Sermons

Summary: This sermon presents the church at Smyrna as the suffering church, and show God’s purpose in suffering.

Smyrna - The Suffering Church

Text: Revelation 2:8-11.

Introduction: In our first study of the seven churches we examined the church at Ephesus, the fallen church, this morning, we leave Ephesus behind and travel forty miles North up the coast of modern Turkey where we come to the ancient city of Smyrna which is now known as Izmir. As cities go Smyrna was one of the most beautiful of the ancient world, with wonderful topography and magnificent architecture. As you approached the city you would first be struck by the sight of Mount Pagos rising out of the Aegean Sea. Near the pinnacle of the mountain you would notice a ring of the finest public buildings in all the Roman Empire. If as a tourist you had mentioned this sight, the citizens of Smyrna their hearts would have swollen with pride may have taken you on a tour of the world famous “crown of Smyrna.”

Ancient Smyrna was the Paris of its day. Wealthy, stylish, opulent. Everything was measured by the standard of wealth, everyone was clamouring after greater symbols of status. It was also, within the Roman Empire, a free city, and as such it owed much loyalty to Rome. Indeed so loyal were the citizens of Smyrna to Rome that history tells us of one winter when word came back of Roman soldiers freezing at the battle front that the people of Smyrna stripped the clothes of their own backs and sent them to the troops on the front-line.

Like all Roman cities Smyrna was saturated with paganism. At the foot of Mount Pagos stood the temple of Zeus the father of the gods, along the Golden Street were shrines to Apollo, the sun god, Aphrodite the goddess of love and beauty and Æsculapius the god of medicine. I notice that our young people today, as in every day, are very impressed by designer labels on their clothing. Clothes are no good unless they bear the mark of Adidas, or Reebok, or Nike. But the young people of Smyrna knew about Nike 1000’s of years before our modern fashion houses, for Nike was the goddess of victory and was depicted as winged and carrying a wreath or palm of victory. The motif of the modern Nike clothing company is based upon the image of the ancient goddess.

Commercially, the city of Smyrna was most famous for one product: Myrrh. Indeed so synonymous was the city with myrrh that it drew its name from the product Smyrna meaning bitter. Myrrh is a resin which is harvested from a shrubby tree and had a bitter taste. It is invariably associated with suffering and sorrow, and that is fitting for the church at Smyrna was a suffering church.

Every Christmas and we are reminded of the gifts given to the Christ child. Gold, frankincense and myrrh. Myrrh was emblematic of the suffering of the Saviour it pictured Him as the man of sorrows. On the cross Christ was offered to drink “wine mingled with myrrh” (Mark 15:23). After His death He was embalmed with “a mixture of myrrh and aloes” (John 19:39). At his birth, death and burial myrrh features, but not at His coming again for Isaiah tells us that when the Lord returns in glory he will be presented with gold and frankincense but no myrrh “They shall bring gold and incense; and they shall shew forth the praises of the LORD.” (Isaiah 60:6). When He comes again the Lord Jesus comes as Sovereign and not as Sufferer therefore there is no mention of Myrrh.

Now, let’s talk about this church at Smyrna. Who started it no one knows, but we do know from church history that its Pastor at the time of this letter was Polycarp. He was the angel of the church. It was a suffering church, constantly subjected to persecution by the pagan people because of their resistance to idols, by the Romans because they refused to acknowledge the Emperor as a god, and by the Jews who were constantly stirring trouble for the Christians there. There are great lessons for our church in this passage concerning tribulation and trial, and there is much we can gain from it.

I. Address To The Saints (Verse 8)

A. The Lord presents Himself as “the first and the last, which was dead, and is alive.” (Revelation 2:8).

1. It is not without reason that the Lord addresses them in this way.

B. All ready mentioned the fact that the Smyrnian citizens worshipped many gods, but there was one goddess which they particularly honoured.

1. Her name was Cybele and she was the goddess of nature and fertility and was worshipped in Rome as the Great Mother of the Gods.

2. She was deemed to have presided over mountains and fortresses, and on her head she wore a crown in the form of a city wall.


TASK STATEMENT: Produce a verbatim copy of the following records, leaving out all pictures.

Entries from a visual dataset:
[Start of Attachment]

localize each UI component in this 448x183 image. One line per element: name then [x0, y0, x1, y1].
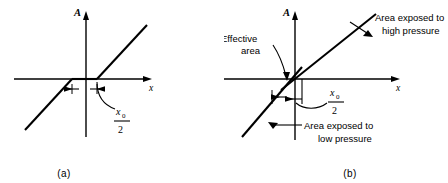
leader-line-high-pressure — [350, 22, 373, 37]
x-axis-label-b: x — [395, 83, 401, 93]
high-pressure-line2: high pressure — [382, 25, 440, 36]
high-pressure-annotation: Area exposed to high pressure — [375, 12, 444, 36]
panel-a: A x x 0 2 (a) — [0, 0, 224, 183]
low-pressure-line1: Area exposed to — [304, 120, 373, 131]
overlap-dimension-b — [271, 79, 302, 104]
leader-line-x0-b — [296, 103, 327, 108]
y-axis-a — [83, 11, 89, 137]
dimension-arrowhead-right — [285, 96, 294, 102]
caption-panel-a: (a) — [0, 168, 176, 179]
figure-container: A x x 0 2 (a) — [0, 0, 448, 183]
leader-line-x0-a — [97, 82, 115, 109]
caption-panel-b: (b) — [238, 168, 448, 179]
x0-numerator-symbol: x — [329, 87, 335, 98]
effective-area-line1: Effective — [224, 33, 257, 44]
x0-denominator: 2 — [332, 105, 337, 116]
x0-subscript: 0 — [336, 93, 340, 101]
x0-over-2-label-b: x 0 2 — [328, 87, 344, 116]
x-axis-label-a: x — [148, 83, 154, 93]
low-pressure-annotation: Area exposed to low pressure — [304, 120, 373, 144]
panel-a-plot: A x x 0 2 — [0, 0, 224, 183]
low-pressure-line2: low pressure — [318, 133, 372, 144]
high-pressure-line1: Area exposed to — [375, 12, 444, 23]
effective-area-line2: area — [241, 45, 261, 56]
x0-subscript: 0 — [122, 112, 126, 120]
leader-line-low-pressure — [268, 122, 302, 129]
x-axis-arrowhead — [391, 76, 400, 82]
leader-line-effective-area — [273, 45, 290, 81]
x0-denominator: 2 — [118, 124, 123, 135]
x0-over-2-label-a: x 0 2 — [114, 106, 130, 135]
panel-b-plot: A x Effective area Area exposed to high … — [224, 0, 448, 183]
x-axis-b — [224, 76, 400, 82]
y-axis-label-a: A — [73, 7, 81, 18]
x0-numerator-symbol: x — [115, 106, 121, 117]
panel-b: A x Effective area Area exposed to high … — [224, 0, 448, 183]
dimension-arrowhead-left — [64, 86, 73, 92]
y-axis-arrowhead — [83, 11, 89, 20]
y-axis-label-b: A — [282, 7, 290, 18]
y-axis-arrowhead — [292, 11, 298, 20]
effective-area-annotation: Effective area — [224, 33, 261, 56]
x-axis-arrowhead — [143, 76, 152, 82]
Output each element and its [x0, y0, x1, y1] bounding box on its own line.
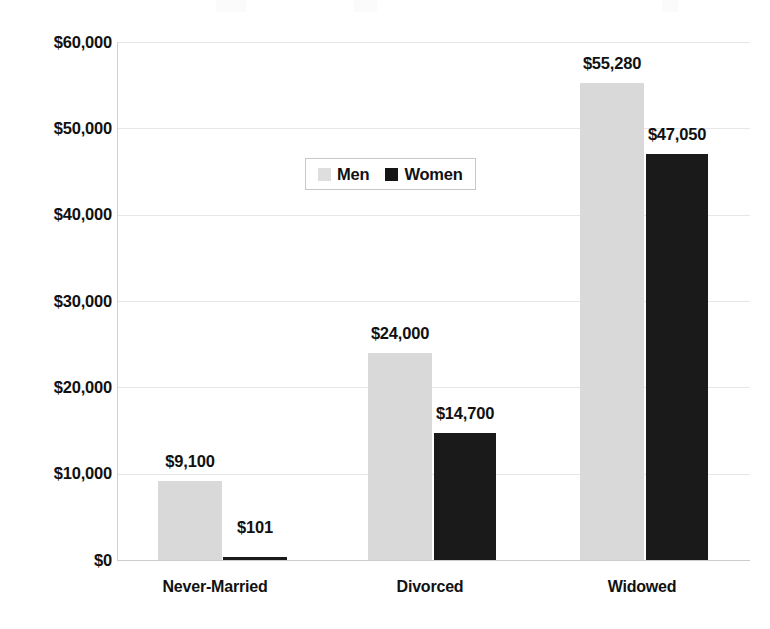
bar-women-never-married[interactable] — [223, 557, 287, 560]
bar-men-divorced[interactable] — [368, 353, 432, 560]
top-edge-artifact — [0, 0, 770, 12]
legend-item-men[interactable]: Men — [318, 165, 369, 184]
women-swatch-icon — [385, 168, 398, 181]
bar-label-men-never-married: $9,100 — [128, 452, 252, 471]
bar-men-widowed[interactable] — [580, 83, 644, 560]
bar-label-women-divorced: $14,700 — [403, 404, 527, 423]
y-tick-0: $0 — [4, 551, 112, 570]
y-tick-10000: $10,000 — [4, 464, 112, 483]
y-tick-20000: $20,000 — [4, 378, 112, 397]
bar-women-divorced[interactable] — [434, 433, 496, 560]
chart-legend: Men Women — [305, 158, 476, 190]
legend-item-women[interactable]: Women — [385, 165, 462, 184]
bar-label-men-widowed: $55,280 — [550, 54, 674, 73]
legend-label-women: Women — [404, 165, 462, 184]
legend-label-men: Men — [337, 165, 369, 184]
bar-label-women-widowed: $47,050 — [615, 125, 739, 144]
y-tick-40000: $40,000 — [4, 205, 112, 224]
y-tick-60000: $60,000 — [4, 33, 112, 52]
y-tick-50000: $50,000 — [4, 119, 112, 138]
plot-area — [118, 42, 750, 560]
x-axis-line — [117, 560, 750, 561]
bar-women-widowed[interactable] — [646, 154, 708, 560]
bar-label-men-divorced: $24,000 — [338, 324, 462, 343]
y-axis-labels: $60,000 $50,000 $40,000 $30,000 $20,000 … — [0, 0, 112, 629]
x-label-divorced: Divorced — [325, 578, 535, 596]
men-swatch-icon — [318, 168, 331, 181]
y-tick-30000: $30,000 — [4, 292, 112, 311]
x-label-widowed: Widowed — [537, 578, 747, 596]
bar-label-women-never-married: $101 — [193, 518, 317, 537]
gridline-60000 — [118, 42, 750, 43]
bar-chart: $60,000 $50,000 $40,000 $30,000 $20,000 … — [0, 0, 770, 629]
x-label-never-married: Never-Married — [110, 578, 320, 596]
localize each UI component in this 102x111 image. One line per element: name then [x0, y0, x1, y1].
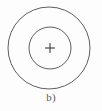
- figure-container: b): [0, 0, 102, 111]
- figure-caption: b): [0, 91, 102, 104]
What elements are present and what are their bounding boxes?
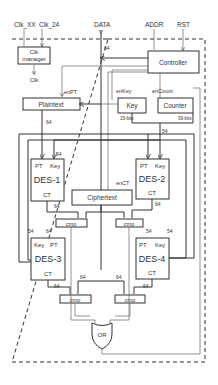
svg-text:64: 64 [155,201,161,207]
data-label: DATA [94,21,111,28]
svg-text:manager: manager [22,56,46,62]
des-2-label: DES-2 [139,174,166,184]
clk-output-label: Clk [30,77,40,83]
des-1-label: DES-1 [34,175,61,185]
addr-label: ADDR [145,21,164,28]
svg-text:Clk: Clk [30,49,40,55]
svg-text:cmp: cmp [70,297,80,303]
clk-24-label: Clk_24 [39,21,60,29]
svg-text:64: 64 [54,203,60,209]
svg-text:PT: PT [140,163,148,169]
svg-text:54: 54 [162,128,168,134]
clk-xx-label: Clk_XX [14,21,36,29]
svg-text:Key: Key [50,163,60,169]
svg-text:Controller: Controller [159,59,188,66]
svg-text:64: 64 [104,45,110,51]
svg-text:64: 64 [46,228,52,234]
svg-text:54: 54 [28,228,34,234]
svg-text:64: 64 [143,283,149,289]
svg-text:cmp: cmp [66,221,76,227]
svg-text:Key: Key [34,242,44,248]
des-architecture-diagram: Clk_XX Clk_24 DATA ADDR RST Clk manager … [0,0,218,385]
svg-text:54: 54 [146,228,152,234]
svg-text:PT: PT [35,163,43,169]
svg-text:enCount: enCount [152,88,173,94]
svg-text:Key: Key [155,163,165,169]
svg-text:CT: CT [44,271,52,277]
svg-text:cmp: cmp [125,297,135,303]
svg-text:cmp: cmp [124,221,134,227]
svg-text:CT: CT [43,192,51,198]
rst-label: RST [177,21,190,28]
svg-text:Plaintext: Plaintext [39,101,64,108]
svg-text:CT: CT [148,270,156,276]
des-4-label: DES-4 [139,254,166,264]
svg-text:enPT: enPT [64,89,78,95]
svg-text:64: 64 [116,274,122,280]
svg-text:54: 54 [167,228,173,234]
svg-text:64: 64 [46,119,52,125]
svg-text:Counter: Counter [163,102,187,109]
svg-text:enCT: enCT [116,180,130,186]
svg-text:enKey: enKey [116,88,132,94]
svg-text:64: 64 [80,274,86,280]
svg-text:54: 54 [56,151,62,157]
svg-text:64: 64 [54,283,60,289]
svg-text:PT: PT [50,242,58,248]
svg-text:39-bits: 39-bits [178,116,192,121]
svg-text:Ciphertext: Ciphertext [87,194,117,202]
svg-text:Key: Key [155,242,165,248]
svg-text:Key: Key [126,102,138,110]
svg-text:OR: OR [98,332,108,338]
des-3-label: DES-3 [35,254,62,264]
svg-text:CT: CT [148,190,156,196]
svg-text:PT: PT [139,242,147,248]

[End of Attachment]

RESPONSE FOR THIS EXERCISE:
localize each UI component in this 448x183 image. One line per element: name then [x0, y0, x1, y1].
leader-line-high-pressure — [350, 22, 373, 37]
x-axis-label-b: x — [395, 83, 401, 93]
high-pressure-line2: high pressure — [382, 25, 440, 36]
high-pressure-annotation: Area exposed to high pressure — [375, 12, 444, 36]
panel-a: A x x 0 2 (a) — [0, 0, 224, 183]
low-pressure-line1: Area exposed to — [304, 120, 373, 131]
overlap-dimension-b — [271, 79, 302, 104]
leader-line-x0-b — [296, 103, 327, 108]
y-axis-a — [83, 11, 89, 137]
dimension-arrowhead-right — [285, 96, 294, 102]
caption-panel-a: (a) — [0, 168, 176, 179]
figure-container: A x x 0 2 (a) — [0, 0, 448, 183]
leader-line-x0-a — [97, 82, 115, 109]
caption-panel-b: (b) — [238, 168, 448, 179]
x0-numerator-symbol: x — [329, 87, 335, 98]
effective-area-line1: Effective — [224, 33, 257, 44]
x0-denominator: 2 — [332, 105, 337, 116]
x0-subscript: 0 — [336, 93, 340, 101]
x0-over-2-label-b: x 0 2 — [328, 87, 344, 116]
x-axis-label-a: x — [148, 83, 154, 93]
low-pressure-annotation: Area exposed to low pressure — [304, 120, 373, 144]
panel-a-plot: A x x 0 2 — [0, 0, 224, 183]
low-pressure-line2: low pressure — [318, 133, 372, 144]
high-pressure-line1: Area exposed to — [375, 12, 444, 23]
effective-area-line2: area — [241, 45, 261, 56]
x0-subscript: 0 — [122, 112, 126, 120]
leader-line-low-pressure — [268, 122, 302, 129]
x-axis-arrowhead — [391, 76, 400, 82]
leader-line-effective-area — [273, 45, 290, 81]
x0-denominator: 2 — [118, 124, 123, 135]
x0-over-2-label-a: x 0 2 — [114, 106, 130, 135]
panel-b-plot: A x Effective area Area exposed to high … — [224, 0, 448, 183]
x-axis-b — [224, 76, 400, 82]
y-axis-label-a: A — [73, 7, 81, 18]
x0-numerator-symbol: x — [115, 106, 121, 117]
panel-b: A x Effective area Area exposed to high … — [224, 0, 448, 183]
dimension-arrowhead-left — [64, 86, 73, 92]
y-axis-arrowhead — [83, 11, 89, 20]
y-axis-label-b: A — [282, 7, 290, 18]
y-axis-arrowhead — [292, 11, 298, 20]
effective-area-annotation: Effective area — [224, 33, 261, 56]
x-axis-arrowhead — [143, 76, 152, 82]
Output each element and its [x0, y0, x1, y1] bounding box on its own line.
bar-women-never-married[interactable] — [223, 557, 287, 560]
bar-men-divorced[interactable] — [368, 353, 432, 560]
top-edge-artifact — [0, 0, 770, 12]
legend-item-men[interactable]: Men — [318, 165, 369, 184]
women-swatch-icon — [385, 168, 398, 181]
bar-label-men-never-married: $9,100 — [128, 452, 252, 471]
bar-men-widowed[interactable] — [580, 83, 644, 560]
bar-label-women-divorced: $14,700 — [403, 404, 527, 423]
y-tick-0: $0 — [4, 551, 112, 570]
y-tick-10000: $10,000 — [4, 464, 112, 483]
y-tick-20000: $20,000 — [4, 378, 112, 397]
bar-women-divorced[interactable] — [434, 433, 496, 560]
chart-legend: Men Women — [305, 158, 476, 190]
legend-item-women[interactable]: Women — [385, 165, 462, 184]
bar-label-men-widowed: $55,280 — [550, 54, 674, 73]
legend-label-women: Women — [404, 165, 462, 184]
legend-label-men: Men — [337, 165, 369, 184]
bar-label-women-widowed: $47,050 — [615, 125, 739, 144]
y-tick-40000: $40,000 — [4, 205, 112, 224]
y-tick-60000: $60,000 — [4, 33, 112, 52]
y-tick-50000: $50,000 — [4, 119, 112, 138]
plot-area — [118, 42, 750, 560]
x-axis-line — [117, 560, 750, 561]
bar-women-widowed[interactable] — [646, 154, 708, 560]
bar-label-men-divorced: $24,000 — [338, 324, 462, 343]
y-axis-labels: $60,000 $50,000 $40,000 $30,000 $20,000 … — [0, 0, 112, 629]
x-label-divorced: Divorced — [325, 578, 535, 596]
men-swatch-icon — [318, 168, 331, 181]
y-tick-30000: $30,000 — [4, 292, 112, 311]
x-label-widowed: Widowed — [537, 578, 747, 596]
bar-label-women-never-married: $101 — [193, 518, 317, 537]
gridline-60000 — [118, 42, 750, 43]
bar-chart: $60,000 $50,000 $40,000 $30,000 $20,000 … — [0, 0, 770, 629]
x-label-never-married: Never-Married — [110, 578, 320, 596]
localize each UI component in this 102x111 image. One line per element: name then [x0, y0, x1, y1].
- figure-container: b): [0, 0, 102, 111]
- figure-caption: b): [0, 91, 102, 104]
What elements are present and what are their bounding boxes?
svg-text:64: 64 [155,201,161,207]
data-label: DATA [94,21,111,28]
svg-text:manager: manager [22,56,46,62]
des-2-label: DES-2 [139,174,166,184]
clk-output-label: Clk [30,77,40,83]
des-1-label: DES-1 [34,175,61,185]
addr-label: ADDR [145,21,164,28]
svg-text:Clk: Clk [30,49,40,55]
svg-text:cmp: cmp [70,297,80,303]
clk-24-label: Clk_24 [39,21,60,29]
svg-text:64: 64 [54,203,60,209]
svg-text:PT: PT [140,163,148,169]
svg-text:54: 54 [162,128,168,134]
clk-xx-label: Clk_XX [14,21,36,29]
svg-text:Key: Key [50,163,60,169]
svg-text:Controller: Controller [159,59,188,66]
svg-text:64: 64 [104,45,110,51]
svg-text:64: 64 [46,228,52,234]
svg-text:54: 54 [28,228,34,234]
svg-text:64: 64 [143,283,149,289]
svg-text:cmp: cmp [66,221,76,227]
svg-text:Key: Key [34,242,44,248]
des-architecture-diagram: Clk_XX Clk_24 DATA ADDR RST Clk manager … [0,0,218,385]
svg-text:54: 54 [146,228,152,234]
svg-text:PT: PT [35,163,43,169]
svg-text:enCount: enCount [152,88,173,94]
svg-text:Key: Key [155,163,165,169]
svg-text:CT: CT [44,271,52,277]
svg-text:cmp: cmp [125,297,135,303]
svg-text:cmp: cmp [124,221,134,227]
svg-text:CT: CT [43,192,51,198]
rst-label: RST [177,21,190,28]
svg-text:Plaintext: Plaintext [39,101,64,108]
svg-text:CT: CT [148,270,156,276]
des-4-label: DES-4 [139,254,166,264]
svg-text:enPT: enPT [64,89,78,95]
svg-text:64: 64 [116,274,122,280]
svg-text:54: 54 [167,228,173,234]
svg-text:64: 64 [46,119,52,125]
svg-text:Counter: Counter [163,102,187,109]
svg-text:enCT: enCT [116,180,130,186]
svg-text:enKey: enKey [116,88,132,94]
svg-text:64: 64 [80,274,86,280]
svg-text:54: 54 [56,151,62,157]
svg-text:64: 64 [54,283,60,289]
svg-text:PT: PT [50,242,58,248]
svg-text:39-bits: 39-bits [178,116,192,121]
svg-text:Ciphertext: Ciphertext [87,194,117,202]
svg-text:Key: Key [155,242,165,248]
svg-text:Key: Key [126,102,138,110]
svg-text:OR: OR [98,332,108,338]
des-3-label: DES-3 [35,254,62,264]
svg-text:CT: CT [148,190,156,196]
svg-text:PT: PT [139,242,147,248]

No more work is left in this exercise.